With Covid-19 pandemic once again growing with the advent of the recent Omicron variant, historians and scientists are now looking back at the history of other pandemics. Research has revealed that most pandemics last for about two to four years and we are just about to enter the two-year phase in March 2022.
It has further come to the limelight that viruses that cause pandemics often mutate and become less threatening over time and eventually become an endemic, spreading at a much lower and controllable levels. In fact, this was exactly the case for the 1918s flu pandemic and its influenza strain, making virologists around the world hopeful that the mutation capability of SARS-Cov-2 virus responsible for Covid-19 pandemic will also weaken soon.
How did the 1918 flu pandemic eventually turn out?
Reports about Omicron suggest that although it is spreading at the speed of light, the infections so far have been mild to moderate. This is both the result of unique mutations and build-up of immunity all across the world. For this reason, Covid-19 is being compared to the 1918 flue pandemic. Here’s how it turned out.
The influenza strain that had emerged in 1918 causing the flu pandemic turned out to be less life threatening as soon as it had entered its 18th month. This too was a result of herd immunity alongside different and less severe mutations of the virus. Officially it ended somewhere around 1920 as by then more than half of the world had been exposed to the virus. However, modern day virologists claim that in reality, the 1918 influenza strain had never really disappeared. In fact, it kept on mutating and one or more of its variants still continue to exist today. In other words, it turned out to be something like the common cold.
How do pandemic causing viruses really behave?
According to virologists, biologically speaking, even though pandemic causing viruses kill in the beginning, their intention is never to remain fatal in the long run. Instead, they want to keep living by replicating and spreading without killing and moving from one host to another and keeping this process ongoing. This is how viruses end up becoming less virulent, in turn a minor health hazard.
Will COVID-19 end the same way as 1918 flu pandemic?
Over a period of three years or more, the 1918 flue pandemic had mutated so many times that it could no longer remain fatal. This is what scientists are hoping would happen with COVID-19 pandemic as well.
Moreover, it is no longer 1918, it’s 2022. Our access to global data, vaccines, therapies and other resources are far better which is why there’s hope to combat COVID-19.
However, the data regarding Covid-19 is constantly changing (rapidly too!) making it uncertain which way the pandemic is headed and whether or not annual booster doses or modified vaccines need to be produced in bulk proportion. The hope is that the pandemic might never fully go away, but people will surely develop natural or vaccine-induced immunity and battle the coronavirus sooner than anticipated.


→ What is expected:
Pictures aside, write every record out again word for word.

→ Entries shown:
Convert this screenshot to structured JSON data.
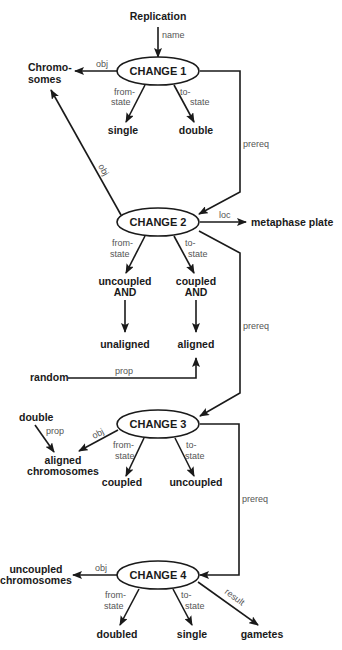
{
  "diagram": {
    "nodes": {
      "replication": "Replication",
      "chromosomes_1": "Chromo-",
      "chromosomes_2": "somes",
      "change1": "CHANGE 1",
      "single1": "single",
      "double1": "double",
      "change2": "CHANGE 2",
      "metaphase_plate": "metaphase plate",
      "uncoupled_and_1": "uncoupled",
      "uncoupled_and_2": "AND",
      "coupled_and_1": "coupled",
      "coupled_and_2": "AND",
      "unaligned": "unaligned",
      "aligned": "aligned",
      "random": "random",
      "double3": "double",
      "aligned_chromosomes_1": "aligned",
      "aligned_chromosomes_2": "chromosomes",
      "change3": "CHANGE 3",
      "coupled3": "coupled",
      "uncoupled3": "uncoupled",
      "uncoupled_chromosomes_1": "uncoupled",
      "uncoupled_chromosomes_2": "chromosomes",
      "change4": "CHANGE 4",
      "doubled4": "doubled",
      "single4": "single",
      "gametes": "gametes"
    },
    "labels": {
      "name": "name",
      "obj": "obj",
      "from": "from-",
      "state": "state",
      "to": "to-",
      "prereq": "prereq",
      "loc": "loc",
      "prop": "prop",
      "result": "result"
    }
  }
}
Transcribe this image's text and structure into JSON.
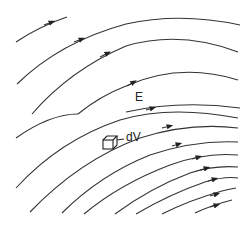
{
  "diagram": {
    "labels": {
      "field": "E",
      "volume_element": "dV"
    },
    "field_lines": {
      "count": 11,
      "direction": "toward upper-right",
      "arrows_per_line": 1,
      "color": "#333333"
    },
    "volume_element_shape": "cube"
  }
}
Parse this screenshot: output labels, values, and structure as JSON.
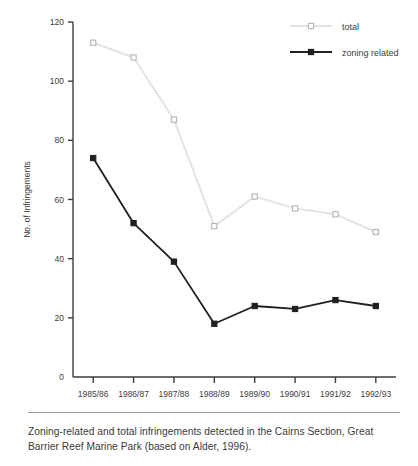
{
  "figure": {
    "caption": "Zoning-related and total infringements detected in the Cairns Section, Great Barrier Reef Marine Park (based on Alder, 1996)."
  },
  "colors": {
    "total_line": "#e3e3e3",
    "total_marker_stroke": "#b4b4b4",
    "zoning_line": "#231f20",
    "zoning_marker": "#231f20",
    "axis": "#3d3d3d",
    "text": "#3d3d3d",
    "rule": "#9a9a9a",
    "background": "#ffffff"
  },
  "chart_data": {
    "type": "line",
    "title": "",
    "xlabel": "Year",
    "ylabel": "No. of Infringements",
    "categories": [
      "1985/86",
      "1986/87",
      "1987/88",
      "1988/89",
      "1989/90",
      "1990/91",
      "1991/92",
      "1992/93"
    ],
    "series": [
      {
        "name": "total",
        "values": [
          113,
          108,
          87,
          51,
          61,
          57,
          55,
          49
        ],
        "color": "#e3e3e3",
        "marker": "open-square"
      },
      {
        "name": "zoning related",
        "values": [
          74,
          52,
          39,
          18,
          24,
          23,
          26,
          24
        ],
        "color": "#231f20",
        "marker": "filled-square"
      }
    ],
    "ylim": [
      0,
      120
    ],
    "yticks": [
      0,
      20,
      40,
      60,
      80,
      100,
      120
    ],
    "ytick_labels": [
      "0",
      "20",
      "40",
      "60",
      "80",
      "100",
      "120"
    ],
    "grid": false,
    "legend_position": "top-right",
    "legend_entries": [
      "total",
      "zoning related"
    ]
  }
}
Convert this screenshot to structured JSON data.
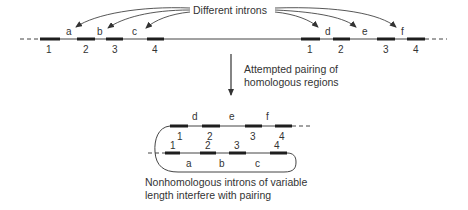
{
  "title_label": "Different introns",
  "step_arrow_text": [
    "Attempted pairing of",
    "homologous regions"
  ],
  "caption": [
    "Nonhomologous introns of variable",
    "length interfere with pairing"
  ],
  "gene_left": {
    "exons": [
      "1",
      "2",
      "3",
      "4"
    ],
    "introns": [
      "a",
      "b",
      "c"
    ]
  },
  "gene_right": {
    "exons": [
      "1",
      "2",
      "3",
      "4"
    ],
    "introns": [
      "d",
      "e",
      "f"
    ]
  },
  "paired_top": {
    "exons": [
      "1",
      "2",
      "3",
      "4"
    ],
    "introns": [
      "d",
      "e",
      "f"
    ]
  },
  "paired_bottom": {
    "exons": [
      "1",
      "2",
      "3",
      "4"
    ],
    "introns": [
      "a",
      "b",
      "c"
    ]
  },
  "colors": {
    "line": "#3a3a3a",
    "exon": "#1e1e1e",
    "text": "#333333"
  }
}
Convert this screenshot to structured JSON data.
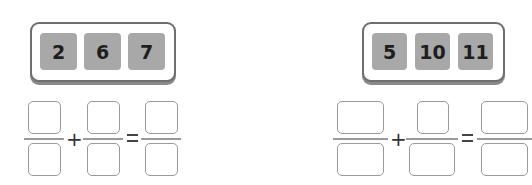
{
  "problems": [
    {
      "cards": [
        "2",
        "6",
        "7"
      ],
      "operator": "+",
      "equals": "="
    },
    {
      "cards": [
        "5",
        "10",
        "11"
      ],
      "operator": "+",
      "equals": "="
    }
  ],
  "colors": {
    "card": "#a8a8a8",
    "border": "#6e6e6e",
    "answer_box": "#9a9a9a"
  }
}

→ Solution for this exercise:
Convert this screenshot to structured JSON data.
{
  "diagram": {
    "nodes": {
      "replication": "Replication",
      "chromosomes_1": "Chromo-",
      "chromosomes_2": "somes",
      "change1": "CHANGE 1",
      "single1": "single",
      "double1": "double",
      "change2": "CHANGE 2",
      "metaphase_plate": "metaphase plate",
      "uncoupled_and_1": "uncoupled",
      "uncoupled_and_2": "AND",
      "coupled_and_1": "coupled",
      "coupled_and_2": "AND",
      "unaligned": "unaligned",
      "aligned": "aligned",
      "random": "random",
      "double3": "double",
      "aligned_chromosomes_1": "aligned",
      "aligned_chromosomes_2": "chromosomes",
      "change3": "CHANGE 3",
      "coupled3": "coupled",
      "uncoupled3": "uncoupled",
      "uncoupled_chromosomes_1": "uncoupled",
      "uncoupled_chromosomes_2": "chromosomes",
      "change4": "CHANGE 4",
      "doubled4": "doubled",
      "single4": "single",
      "gametes": "gametes"
    },
    "labels": {
      "name": "name",
      "obj": "obj",
      "from": "from-",
      "state": "state",
      "to": "to-",
      "prereq": "prereq",
      "loc": "loc",
      "prop": "prop",
      "result": "result"
    }
  }
}
Transcribe this image's text and structure into JSON.
{
  "diagram": {
    "labels": {
      "field": "E",
      "volume_element": "dV"
    },
    "field_lines": {
      "count": 11,
      "direction": "toward upper-right",
      "arrows_per_line": 1,
      "color": "#333333"
    },
    "volume_element_shape": "cube"
  }
}
Parse this screenshot: output labels, values, and structure as JSON.
{
  "figure": {
    "caption": "Zoning-related and total infringements detected in the Cairns Section, Great Barrier Reef Marine Park (based on Alder, 1996)."
  },
  "colors": {
    "total_line": "#e3e3e3",
    "total_marker_stroke": "#b4b4b4",
    "zoning_line": "#231f20",
    "zoning_marker": "#231f20",
    "axis": "#3d3d3d",
    "text": "#3d3d3d",
    "rule": "#9a9a9a",
    "background": "#ffffff"
  },
  "chart_data": {
    "type": "line",
    "title": "",
    "xlabel": "Year",
    "ylabel": "No. of Infringements",
    "categories": [
      "1985/86",
      "1986/87",
      "1987/88",
      "1988/89",
      "1989/90",
      "1990/91",
      "1991/92",
      "1992/93"
    ],
    "series": [
      {
        "name": "total",
        "values": [
          113,
          108,
          87,
          51,
          61,
          57,
          55,
          49
        ],
        "color": "#e3e3e3",
        "marker": "open-square"
      },
      {
        "name": "zoning related",
        "values": [
          74,
          52,
          39,
          18,
          24,
          23,
          26,
          24
        ],
        "color": "#231f20",
        "marker": "filled-square"
      }
    ],
    "ylim": [
      0,
      120
    ],
    "yticks": [
      0,
      20,
      40,
      60,
      80,
      100,
      120
    ],
    "ytick_labels": [
      "0",
      "20",
      "40",
      "60",
      "80",
      "100",
      "120"
    ],
    "grid": false,
    "legend_position": "top-right",
    "legend_entries": [
      "total",
      "zoning related"
    ]
  }
}
Convert this screenshot to structured JSON data.
{
  "title_label": "Different introns",
  "step_arrow_text": [
    "Attempted pairing of",
    "homologous regions"
  ],
  "caption": [
    "Nonhomologous introns of variable",
    "length interfere with pairing"
  ],
  "gene_left": {
    "exons": [
      "1",
      "2",
      "3",
      "4"
    ],
    "introns": [
      "a",
      "b",
      "c"
    ]
  },
  "gene_right": {
    "exons": [
      "1",
      "2",
      "3",
      "4"
    ],
    "introns": [
      "d",
      "e",
      "f"
    ]
  },
  "paired_top": {
    "exons": [
      "1",
      "2",
      "3",
      "4"
    ],
    "introns": [
      "d",
      "e",
      "f"
    ]
  },
  "paired_bottom": {
    "exons": [
      "1",
      "2",
      "3",
      "4"
    ],
    "introns": [
      "a",
      "b",
      "c"
    ]
  },
  "colors": {
    "line": "#3a3a3a",
    "exon": "#1e1e1e",
    "text": "#333333"
  }
}
Convert this screenshot to structured JSON data.
{
  "problems": [
    {
      "cards": [
        "2",
        "6",
        "7"
      ],
      "operator": "+",
      "equals": "="
    },
    {
      "cards": [
        "5",
        "10",
        "11"
      ],
      "operator": "+",
      "equals": "="
    }
  ],
  "colors": {
    "card": "#a8a8a8",
    "border": "#6e6e6e",
    "answer_box": "#9a9a9a"
  }
}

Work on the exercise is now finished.